Where to put this? I guess "Arts & Entertainment" is the closest. Sports are played for our entertainment (and to enrich the athletes).
Simone Biles pulled out of the Olympics today. Said it was so stressful it wasn't fun anymore.
I say, "Good for her." Sports stars tend to get laser-focused on their training and performance, and forget to have a life. Listen to the testimony of Michael Phelps, who basically said, when he retired from swimming, that he'd never done anything else in his life but train. After retiring he was adrift at sea and went into a deep depression.
Look at Bruce Jenner!
Simone says she was inspired by Naomi Osaka who pulled out of the Wimbleton finals because it was too much pressure. Good for her too.
Yesterday Kristian Blummenfelt won the triathlon for Norway. As he was running the final leg, the commentators focused on the fact that he trains eight hours a day, seven days a week, 365 days a year. He has no life. Thank FSM he won the event, or all that would have been for naught. But now what does he do?
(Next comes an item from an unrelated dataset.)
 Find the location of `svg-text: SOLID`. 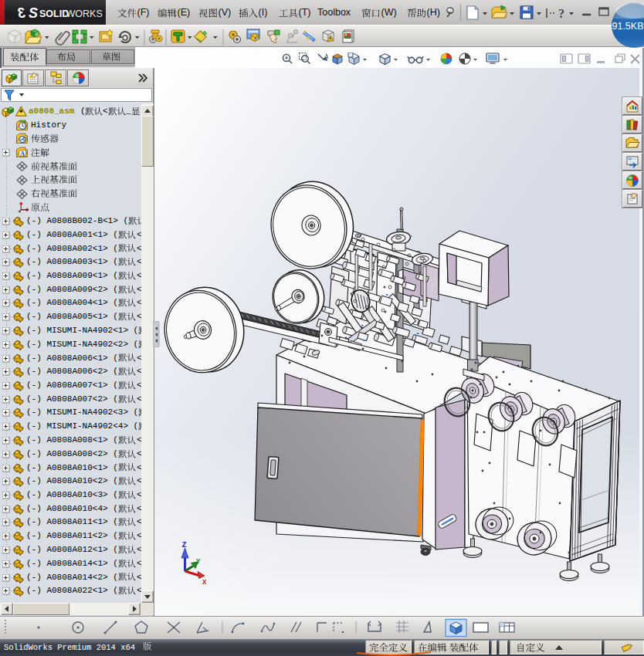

There's a certain romanticism about becoming the world's best at something -- that's what causes all sorts of losers to make up weird Guinness competitions -- but really, it's a huge waste of one's life. After your event -- assuming you ARE the winner and not one of the 2,344 losers -- who's gonna remember your name? Who's gonna sponsor a guy who pogo-sticks across Australia, or walks from Florida to New York inside a hamster wheel? Is it worth giving up your life to be a statistic in some book nobody reads?
Sports should be kept in perspective. They're entertainment, they're exercise, they're supposed-to-be friendly competition. (I'm talking individual sports here, not the huge corporation team sports that generate billions of dollars for the owners.)
And the Olympics should be about athletes competing as individuals. Not as countries.